According to Taoist and Tantric beliefs, s*x can heal the imbalances in your body, therefore resolving any ailments.
The doctrine prescribes certain sexual postures, positions, and even rhythms that are believed to enhance the circulation of blood, strengthen your bones, increase the production of bone marrow, resolve issues your spirit might have, and bring your body into balance. Taoist sexual practices are the ways Taoists may practice sexual activity.
These practices are also known as “Joining Energy” or “The Joining of the Essences”. Practitioners believe that by performing these sexual arts, one can stay in good health, and attain longevity or spiritual advancement.
Some Taoist sects during the Han dynasty performed sexual intercourse as a spiritual practice called “Héqì”. The first sexual texts that survive today are those found at the Mawangdui.

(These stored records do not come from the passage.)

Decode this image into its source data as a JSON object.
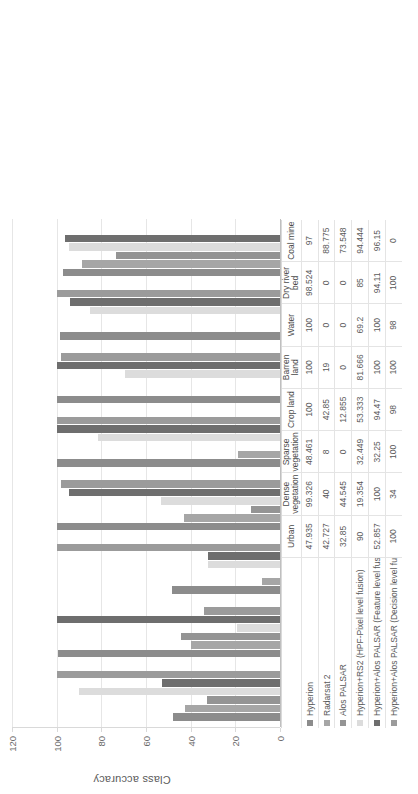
{
  "chart_data": {
    "type": "bar",
    "orientation": "vertical",
    "rotated_90_ccw": true,
    "title": "",
    "xlabel": "",
    "ylabel": "Class accuracy",
    "ylim": [
      0,
      120
    ],
    "yticks": [
      120,
      100,
      80,
      60,
      40,
      20,
      0
    ],
    "grid": true,
    "legend_position": "table-left",
    "categories": [
      "Urban",
      "Dense vegetation",
      "Sparse vegetation",
      "Crop land",
      "Barren land",
      "Water",
      "Dry river bed",
      "Coal mine"
    ],
    "series": [
      {
        "name": "Hyperion",
        "color": "#8c8c8c",
        "values": [
          47.935,
          99.326,
          48.461,
          100,
          100,
          100,
          98.524,
          97
        ],
        "labels": [
          "47.935",
          "99.326",
          "48.461",
          "100",
          "100",
          "100",
          "98.524",
          "97"
        ]
      },
      {
        "name": "Radarsat 2",
        "color": "#a6a6a6",
        "values": [
          42.727,
          40,
          8,
          42.85,
          19,
          0,
          0,
          88.775
        ],
        "labels": [
          "42.727",
          "40",
          "8",
          "42.85",
          "19",
          "0",
          "0",
          "88.775"
        ]
      },
      {
        "name": "Alos PALSAR",
        "color": "#949494",
        "values": [
          32.85,
          44.545,
          0,
          12.855,
          0,
          0,
          0,
          73.548
        ],
        "labels": [
          "32.85",
          "44.545",
          "0",
          "12.855",
          "0",
          "0",
          "0",
          "73.548"
        ]
      },
      {
        "name": "Hyperion+RS2 (HPF-Pixel level fusion)",
        "color": "#dcdcdc",
        "values": [
          90,
          19.354,
          32.449,
          53.333,
          81.666,
          69.2,
          85,
          94.444
        ],
        "labels": [
          "90",
          "19.354",
          "32.449",
          "53.333",
          "81.666",
          "69.2",
          "85",
          "94.444"
        ]
      },
      {
        "name": "Hyperion+Alos PALSAR (Feature level fusion)",
        "color": "#6e6e6e",
        "values": [
          52.857,
          100,
          32.25,
          94.47,
          100,
          100,
          94.11,
          96.15
        ],
        "labels": [
          "52.857",
          "100",
          "32.25",
          "94.47",
          "100",
          "100",
          "94.11",
          "96.15"
        ]
      },
      {
        "name": "Hyperion+Alos PALSAR (Decision level fusion)",
        "color": "#9b9b9b",
        "values": [
          100,
          34,
          100,
          98,
          100,
          98,
          100,
          0
        ],
        "labels": [
          "100",
          "34",
          "100",
          "98",
          "100",
          "98",
          "100",
          "0"
        ]
      }
    ]
  }
}
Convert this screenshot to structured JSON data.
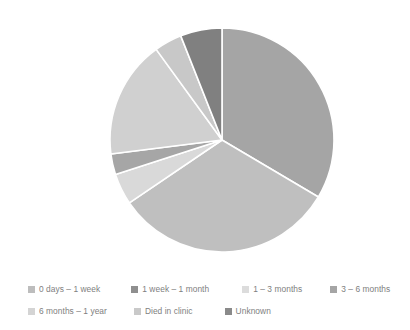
{
  "chart_data": {
    "type": "pie",
    "title": "",
    "legend_position": "bottom",
    "center": [
      222,
      140
    ],
    "radius": 112,
    "start_angle_deg": 0,
    "direction": "clockwise",
    "categories": [
      "0 days – 1 week",
      "1 week – 1 month",
      "1 – 3 months",
      "3 – 6 months",
      "6 months – 1 year",
      "Died in clinic",
      "Unknown"
    ],
    "values": [
      33.5,
      32.0,
      4.5,
      3.0,
      17.0,
      4.0,
      6.0
    ],
    "unit": "percent",
    "colors": [
      "#a5a5a5",
      "#bfbfbf",
      "#d9d9d9",
      "#a6a6a6",
      "#d0d0d0",
      "#c8c8c8",
      "#808080"
    ]
  },
  "legend": {
    "rows": [
      [
        {
          "label": "0 days – 1 week",
          "color": "#bdbdbd",
          "name": "legend-item-0-days-1-week"
        },
        {
          "label": "1 week – 1 month",
          "color": "#8f8f8f",
          "name": "legend-item-1-week-1-month"
        },
        {
          "label": "1 – 3 months",
          "color": "#dcdcdc",
          "name": "legend-item-1-3-months"
        },
        {
          "label": "3 – 6 months",
          "color": "#a5a5a5",
          "name": "legend-item-3-6-months"
        }
      ],
      [
        {
          "label": "6 months – 1 year",
          "color": "#d4d4d4",
          "name": "legend-item-6-months-1-year"
        },
        {
          "label": "Died in clinic",
          "color": "#c9c9c9",
          "name": "legend-item-died-in-clinic"
        },
        {
          "label": "Unknown",
          "color": "#8a8a8a",
          "name": "legend-item-unknown"
        }
      ]
    ]
  },
  "style": {
    "slice_border_color": "#ffffff",
    "slice_border_width": 1.6,
    "background": "#ffffff",
    "legend_text_color": "#808080"
  }
}
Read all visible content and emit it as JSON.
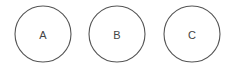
{
  "diagram": {
    "nodes": [
      {
        "id": "A",
        "label": "A",
        "cx": 43,
        "cy": 34,
        "r": 28
      },
      {
        "id": "B",
        "label": "B",
        "cx": 117,
        "cy": 34,
        "r": 28
      },
      {
        "id": "C",
        "label": "C",
        "cx": 192,
        "cy": 34,
        "r": 28
      }
    ],
    "stroke_color": "#555555",
    "text_color": "#444444"
  }
}
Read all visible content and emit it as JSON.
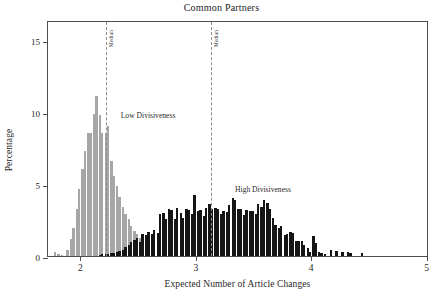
{
  "chart_data": {
    "type": "bar",
    "title": "Common Partners",
    "xlabel": "Expected Number of Article Changes",
    "ylabel": "Percentage",
    "xlim": [
      1.72,
      5.02
    ],
    "ylim": [
      0,
      16.4
    ],
    "xticks": [
      2,
      3,
      4,
      5
    ],
    "xticklabels": [
      "2",
      "3",
      "4",
      "5"
    ],
    "yticks": [
      0,
      5,
      10,
      15
    ],
    "yticklabels": [
      "0",
      "5",
      "10",
      "15"
    ],
    "grid": false,
    "legend_position": "inline-annotations",
    "bin_width": 0.0255,
    "annotations": [
      {
        "text": "Low Divisiveness",
        "x": 2.35,
        "y": 10.2,
        "color": "#2b2b2b"
      },
      {
        "text": "High Divisiveness",
        "x": 3.34,
        "y": 5.1,
        "color": "#2b2b2b"
      },
      {
        "text": "Median",
        "x": 2.22,
        "y": 15.6,
        "orientation": "vertical",
        "color": "#3d3d3d"
      },
      {
        "text": "Median",
        "x": 3.13,
        "y": 15.6,
        "orientation": "vertical",
        "color": "#3d3d3d"
      }
    ],
    "reference_lines": [
      {
        "label": "Median",
        "x": 2.22,
        "style": "dashed",
        "color": "#8c8c8c",
        "series": "Low Divisiveness"
      },
      {
        "label": "Median",
        "x": 3.13,
        "style": "dashed",
        "color": "#8c8c8c",
        "series": "High Divisiveness"
      }
    ],
    "series": [
      {
        "name": "Low Divisiveness",
        "color": "#a6a6a6",
        "x": [
          1.78,
          1.81,
          1.84,
          1.87,
          1.89,
          1.92,
          1.94,
          1.97,
          1.99,
          2.02,
          2.04,
          2.07,
          2.09,
          2.12,
          2.14,
          2.17,
          2.19,
          2.22,
          2.24,
          2.27,
          2.29,
          2.32,
          2.34,
          2.37,
          2.39,
          2.42,
          2.44,
          2.47,
          2.49,
          2.52,
          2.54,
          2.57,
          2.59,
          2.62,
          2.64,
          2.67,
          2.69,
          2.72,
          2.74,
          2.77,
          2.79,
          2.82,
          2.84,
          2.87
        ],
        "values": [
          0.3,
          0.15,
          0.1,
          0.0,
          0.45,
          1.15,
          1.95,
          3.25,
          4.65,
          6.05,
          7.3,
          8.55,
          8.55,
          9.85,
          11.1,
          9.8,
          8.55,
          8.55,
          9.05,
          6.6,
          5.55,
          4.9,
          4.1,
          3.4,
          2.95,
          2.55,
          2.1,
          1.75,
          1.55,
          1.25,
          1.05,
          0.85,
          0.7,
          0.55,
          0.45,
          0.4,
          0.35,
          0.3,
          0.25,
          0.2,
          0.15,
          0.12,
          0.1,
          0.08
        ]
      },
      {
        "name": "High Divisiveness",
        "color": "#151515",
        "x": [
          2.17,
          2.19,
          2.22,
          2.24,
          2.27,
          2.29,
          2.32,
          2.34,
          2.37,
          2.39,
          2.42,
          2.44,
          2.47,
          2.49,
          2.52,
          2.54,
          2.57,
          2.59,
          2.62,
          2.64,
          2.67,
          2.69,
          2.72,
          2.74,
          2.77,
          2.79,
          2.82,
          2.84,
          2.87,
          2.89,
          2.92,
          2.94,
          2.97,
          2.99,
          3.02,
          3.04,
          3.07,
          3.09,
          3.12,
          3.14,
          3.17,
          3.19,
          3.22,
          3.24,
          3.27,
          3.29,
          3.32,
          3.34,
          3.37,
          3.39,
          3.42,
          3.44,
          3.47,
          3.49,
          3.52,
          3.54,
          3.57,
          3.59,
          3.62,
          3.64,
          3.67,
          3.69,
          3.72,
          3.74,
          3.77,
          3.79,
          3.82,
          3.84,
          3.87,
          3.89,
          3.92,
          3.94,
          3.97,
          3.99,
          4.02,
          4.04,
          4.07,
          4.09,
          4.12,
          4.17,
          4.22,
          4.27,
          4.32,
          4.34,
          4.44
        ],
        "values": [
          0.1,
          0.12,
          0.15,
          0.15,
          0.18,
          0.2,
          0.25,
          0.35,
          0.45,
          0.6,
          0.75,
          0.95,
          1.1,
          1.25,
          1.0,
          1.5,
          1.45,
          1.7,
          1.55,
          1.8,
          1.6,
          2.95,
          3.0,
          2.55,
          3.25,
          3.2,
          2.6,
          3.35,
          3.0,
          2.65,
          3.25,
          3.2,
          2.95,
          4.25,
          3.1,
          3.2,
          2.8,
          3.35,
          3.6,
          3.3,
          3.35,
          3.3,
          2.9,
          3.1,
          3.05,
          3.55,
          4.05,
          3.9,
          3.3,
          3.25,
          2.85,
          3.2,
          3.15,
          3.1,
          2.9,
          3.6,
          3.4,
          3.9,
          3.7,
          3.3,
          2.65,
          2.15,
          1.95,
          2.1,
          1.45,
          1.55,
          1.65,
          1.6,
          1.05,
          1.05,
          1.05,
          0.75,
          0.55,
          0.3,
          1.4,
          0.9,
          0.25,
          0.2,
          0.15,
          0.4,
          0.35,
          0.3,
          0.25,
          0.2,
          0.2
        ]
      }
    ]
  }
}
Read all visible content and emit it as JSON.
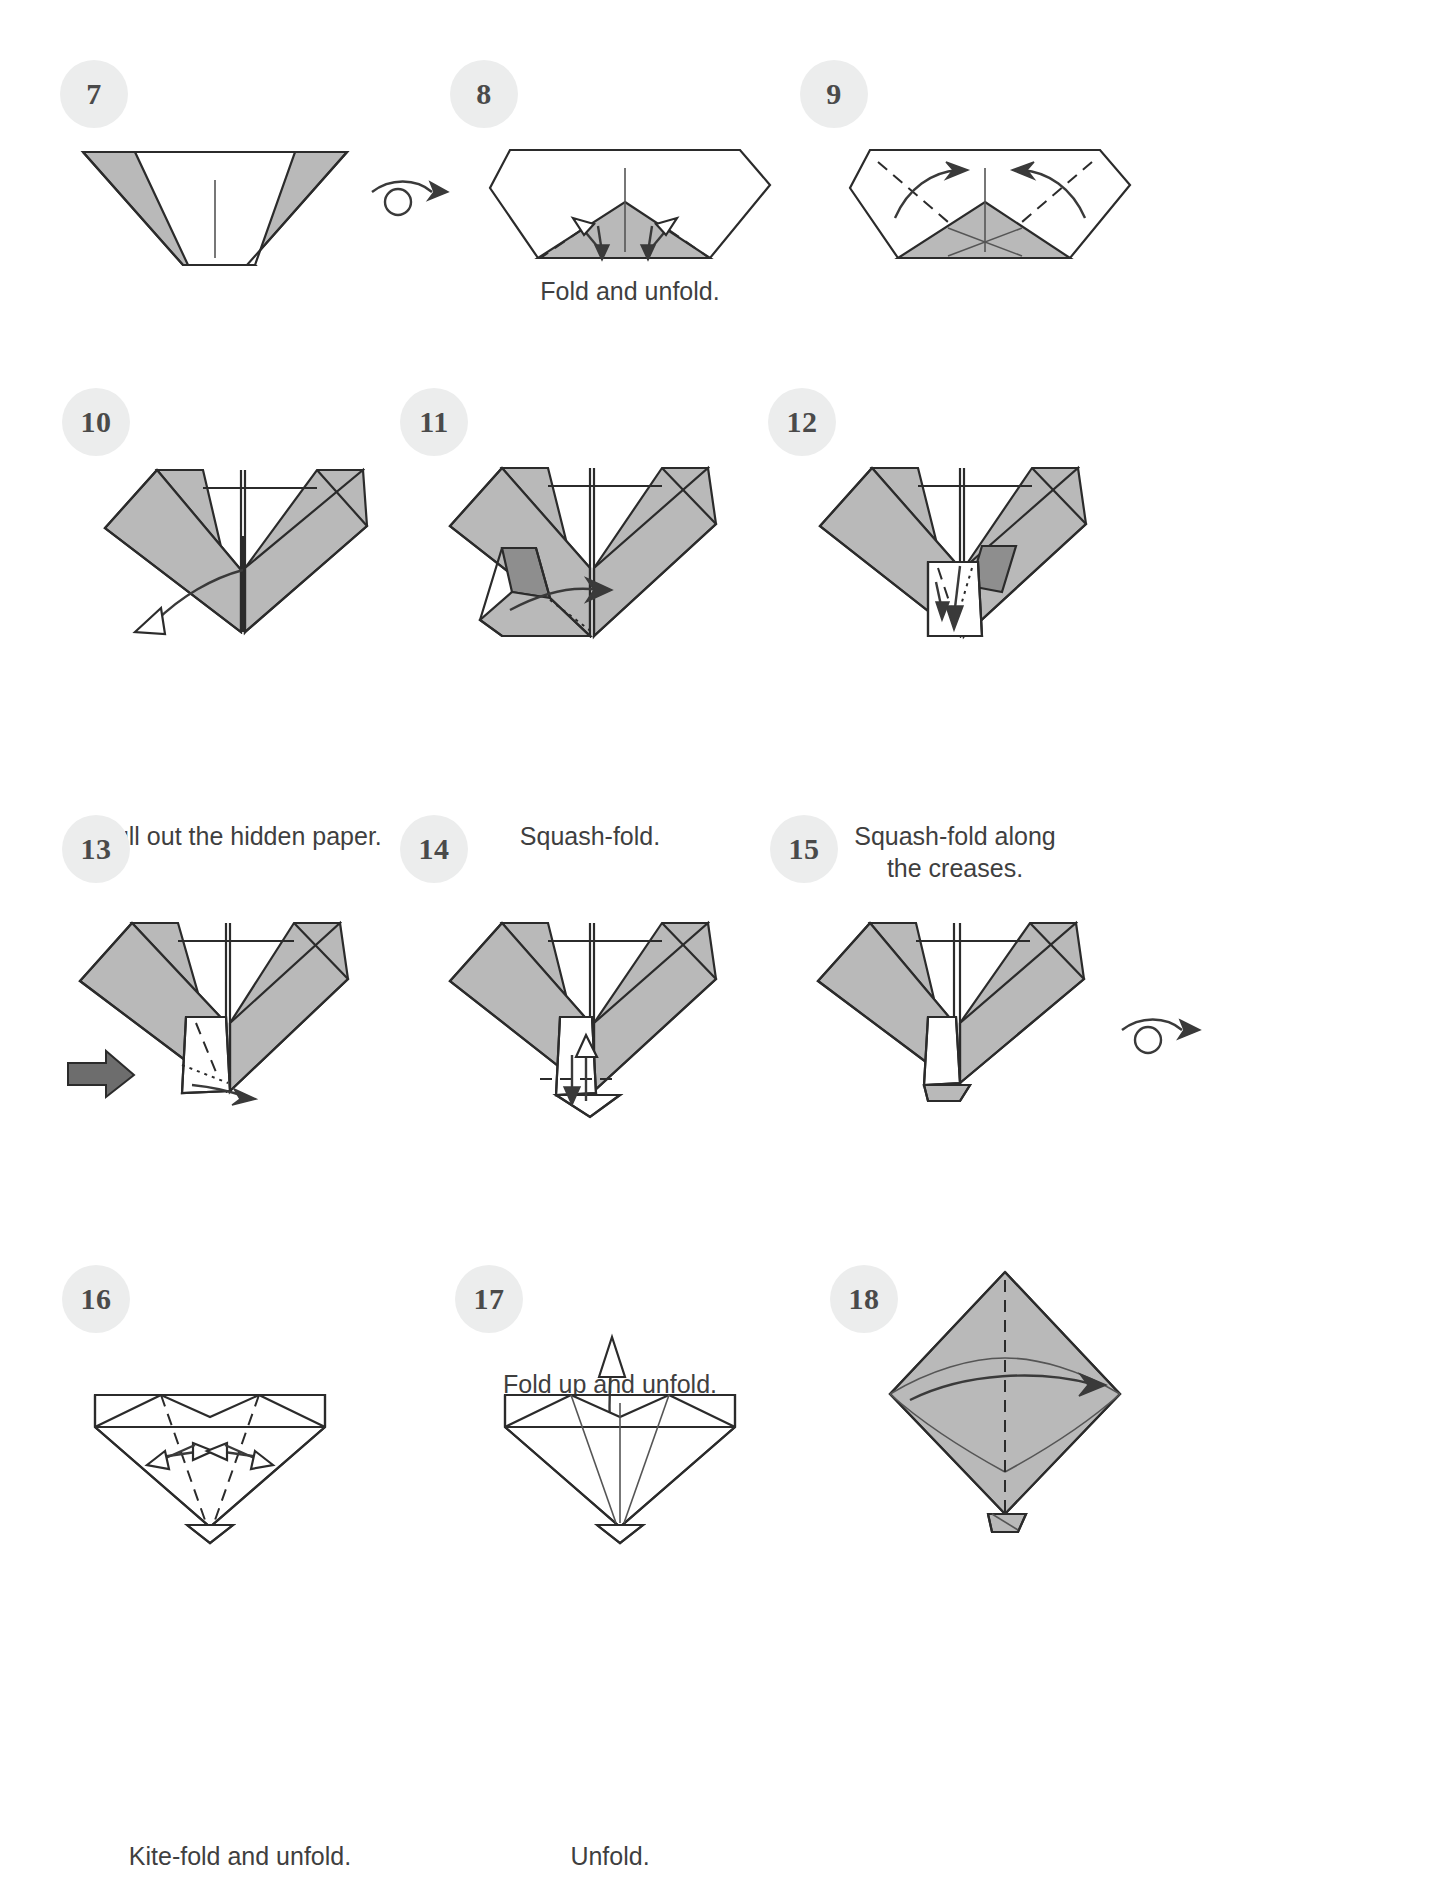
{
  "page": {
    "kind": "origami-instruction-diagram",
    "background_color": "#ffffff",
    "paper_front_color": "#b9b9b9",
    "paper_back_color": "#ffffff",
    "paper_shadow_color": "#8e8e8e",
    "line_color": "#2b2b2b",
    "badge_bg_color": "#eceded",
    "badge_text_color": "#4a4a4a",
    "caption_color": "#3f3f3f",
    "columns": 3,
    "rows": 4
  },
  "steps": [
    {
      "number": "7",
      "caption": "",
      "row": 1,
      "col": 1,
      "figure": "wide-v-shape-gray-flaps-with-center-crease",
      "has_turnover_symbol_after": true
    },
    {
      "number": "8",
      "caption": "Fold and unfold.",
      "row": 1,
      "col": 2,
      "figure": "pentagon-with-gray-triangle-and-four-fold-arrows"
    },
    {
      "number": "9",
      "caption": "",
      "row": 1,
      "col": 3,
      "figure": "pentagon-with-gray-triangle-and-two-valley-fold-arrows"
    },
    {
      "number": "10",
      "caption": "Pull out the hidden paper.",
      "row": 2,
      "col": 1,
      "figure": "v-shape-with-pull-out-arrow"
    },
    {
      "number": "11",
      "caption": "Squash-fold.",
      "row": 2,
      "col": 2,
      "figure": "v-shape-with-squash-fold-arrow-and-push-arrow"
    },
    {
      "number": "12",
      "caption": "Squash-fold along\nthe creases.",
      "row": 2,
      "col": 3,
      "figure": "v-shape-with-squash-fold-creases"
    },
    {
      "number": "13",
      "caption": "",
      "row": 3,
      "col": 1,
      "figure": "v-shape-with-push-arrow-left"
    },
    {
      "number": "14",
      "caption": "Fold up and unfold.",
      "row": 3,
      "col": 2,
      "figure": "v-shape-with-fold-up-arrow"
    },
    {
      "number": "15",
      "caption": "",
      "row": 3,
      "col": 3,
      "figure": "v-shape-with-turnover-symbol",
      "has_turnover_symbol_after": true
    },
    {
      "number": "16",
      "caption": "Kite-fold and unfold.",
      "row": 4,
      "col": 1,
      "figure": "kite-shape-with-two-fold-arrows"
    },
    {
      "number": "17",
      "caption": "Unfold.",
      "row": 4,
      "col": 2,
      "figure": "kite-shape-with-unfold-arrow"
    },
    {
      "number": "18",
      "caption": "",
      "row": 4,
      "col": 3,
      "figure": "gray-diamond-with-center-crease-and-horizontal-arrow"
    }
  ],
  "symbols": {
    "turnover": "turn-over-arrow",
    "valley_fold": "dashed-line",
    "hidden_edge": "dotted-line",
    "push_here": "solid-black-arrow",
    "unfold": "hollow-white-arrow"
  }
}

While Taoism had not yet fully evolved as a philosophy at this time, these texts shared some remarkable similarities with later Tang dynasty texts, such as the Ishinpō. The sexual arts arguably reached their climax between the end of the Han dynasty and the end of the Tang dynasty.
After 1000 AD, Confucian restraining attitudes towards sexuality became stronger, so that by the beginning of the Qing dynasty in 1644, s*x was a taboo topic in public life.
These Confucians alleged that the separation of genders in most social activities existed 2,000 years ago and suppressed the sexual arts. Because of the taboo surrounding s*x, there was much censoring done during the Qing in literature, and the sexual arts disappeared in public life.
As a result, some texts survived only in Japan, and most scholars did not understand that such a different concept of s*x existed in early China. The basis of all Taoist thinking is that qi is part of everything in existence.
Qi is related to another energetic substance contained in the human body known as jing, and once all this has been expended the body dies. Jing can be lost in many ways, but most notably through the loss of body fluids.
Taoists may use practices to stimulate/increase and conserve their bodily fluids to great extents. The fluid believed to contain the most Jing is semen. Therefore, Taoists believe in decreasing the frequency of, or totally avoiding, ejaculation in order to conserve life essence. For Taoists, s*x was not just about pleasing a man.
The woman also had to be stimulated and pleased in order to benefit from the act of s*x. Su Nu, female advisor to the “Yellow Emperor”, noted 10 important indications of female satisfaction.
If s*x were performed in this manner, the woman would create more jing, and the man could more easily absorb the jing to increase his own qi. According to Jolan Chang, in early Chinese history, women played a significant role in the Dao of loving, and that the degeneration into subordinate roles came much later in Chinese history.
Women were also given a prominent place in the Ishinpō, with the tutor being a woman. One of the reasons women had a great deal of strength in the act of s*x was that they walked away undiminished from the act.
The woman had the power to bring forth life and did not have to worry about the ejaculation or refractory period. To quote Laozifrom the Dao De Jing: “The Spirit of the Valley is inexhaustible. Draw on it as you will, it never runs dry.”